Saturday, May 31, 2008

Lunching with Carrizo

It took me about thirty seconds to realize why Antonio Carrizo had become a star. At 82, Carrizo is still dressed to the nines with charisma, from his omnipresent beret to the rye smiles and winks that he uses to color his thoughts on everything from the mastery of Joyce to the
genius of Argentine striker Carlos Tevez.

Antonio Carrizo is one of Argentina's most famous radio and television personalities, an interviewer-gentleman who probably finds his closest American analog in Charlie Rose. I shared lunch with Carrizo and several other members of my Borges class earlier today (as well as last Saturday) to discuss a project in which he has asked us to participate.
Over his career, Carrizo interviewed Borges twenty five times, and compiled the interviews into a book a few years back. Now, he wants to release a new edition that uses transcripts of the edited radio segments instead of the raw unedited conversation. Carrizo has asked the 12 or so members of the class to do the transcription work.

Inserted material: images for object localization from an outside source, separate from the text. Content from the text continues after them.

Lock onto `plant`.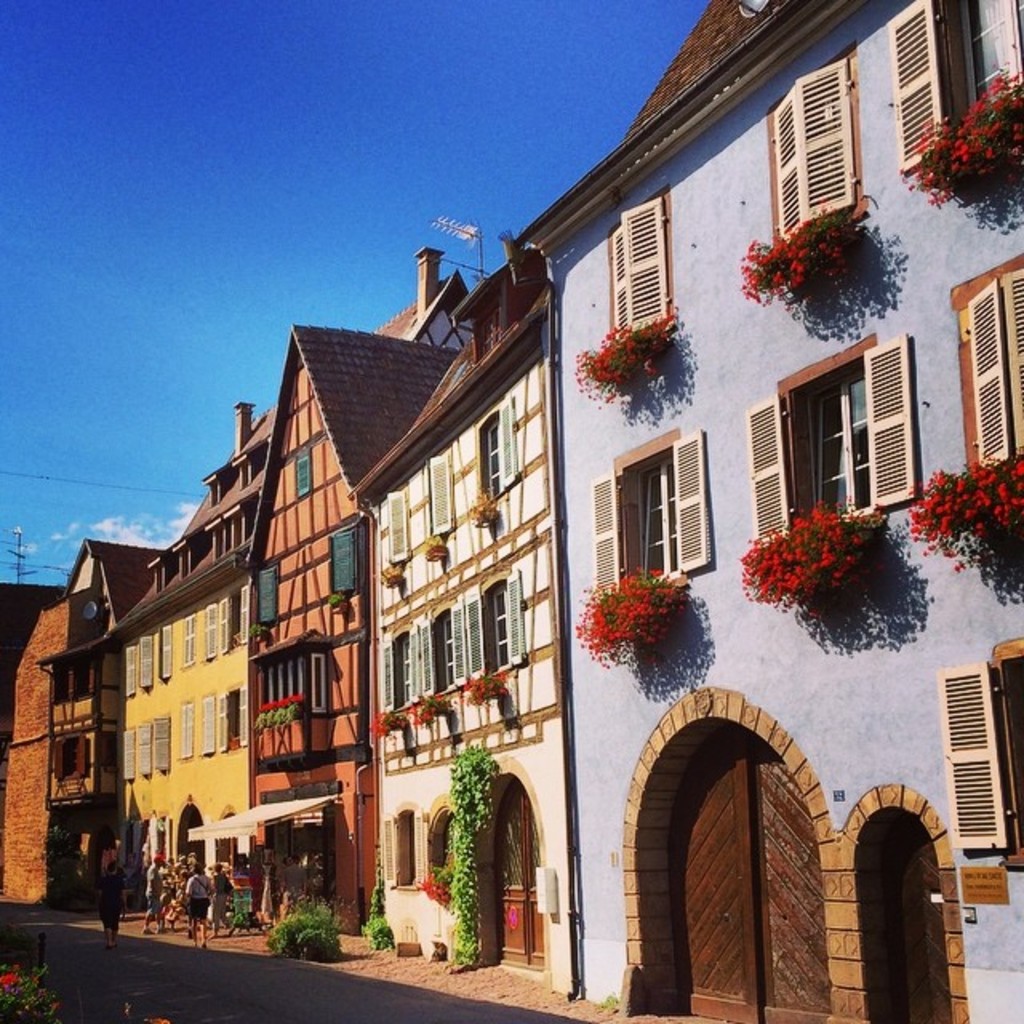
Locked: [446, 741, 502, 970].
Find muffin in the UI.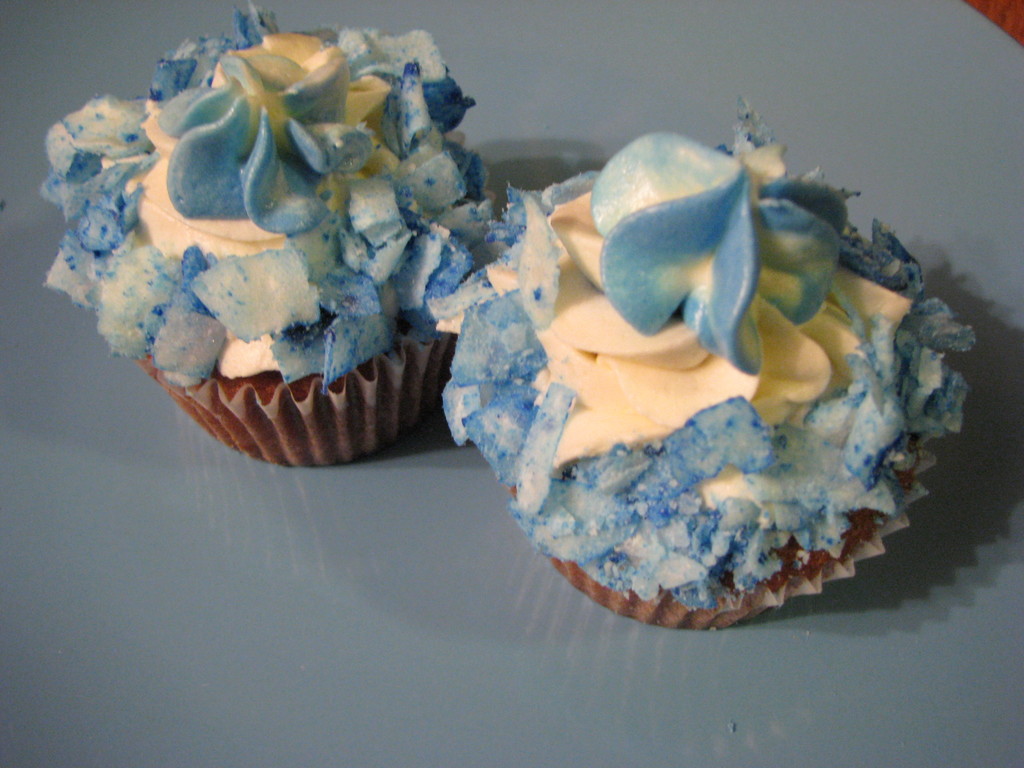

Transcription is a real pain of which I've had plenty of experience over the last two months while preparing my articles for All About Jazz. (Speaking of which, since my last post, AAJ has published two more. You can find them here and here.) Sharing lunch with Carrizo, however, was a pleasure.

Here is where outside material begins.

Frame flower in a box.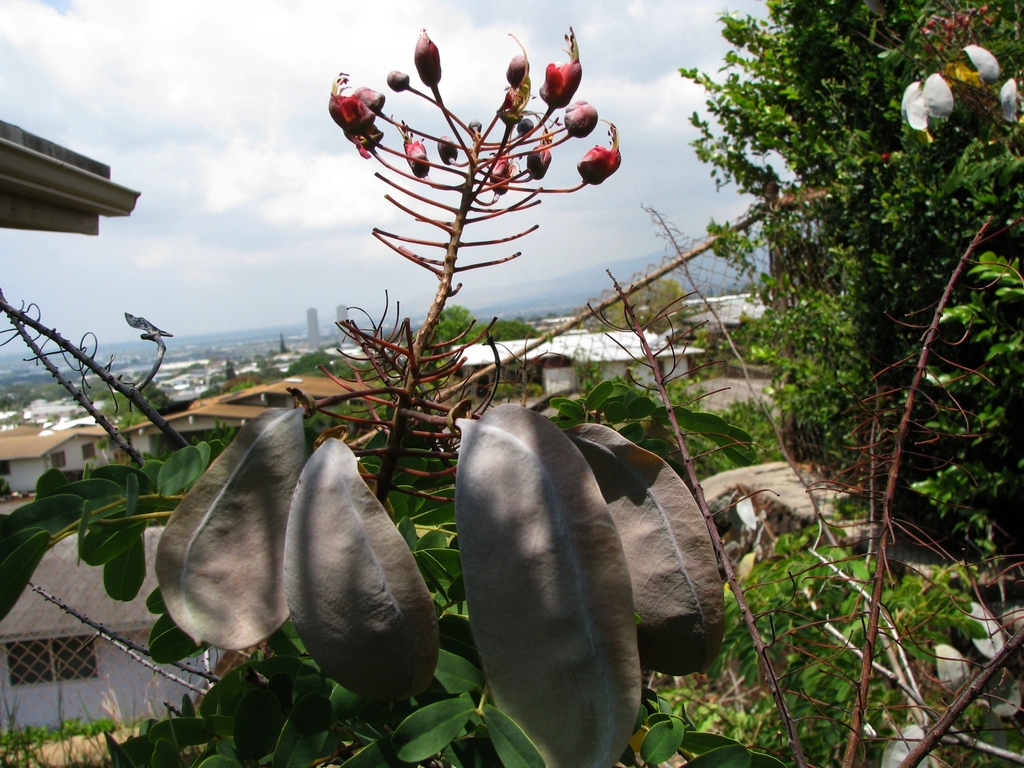
[577,127,621,187].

In the great tradition of autodidacts, Carrizo never finished high school, but has a razor sharp mind and command of seemingly every subject. During an impromptu lecture on Joyce, which was a sidebar from a discussion on the campo crisis, Carrizo managed to simultaneously watch a match between Racing and Independiente, heckling one of the waiters at a missed goal opportunity. He's not the kind of celebrity that prompts people in the cafe to stop what they are doing and gawk, but as he walked out and chided a group of Racing fans, I heard a few emphatic whispers, "that's Carrizo!"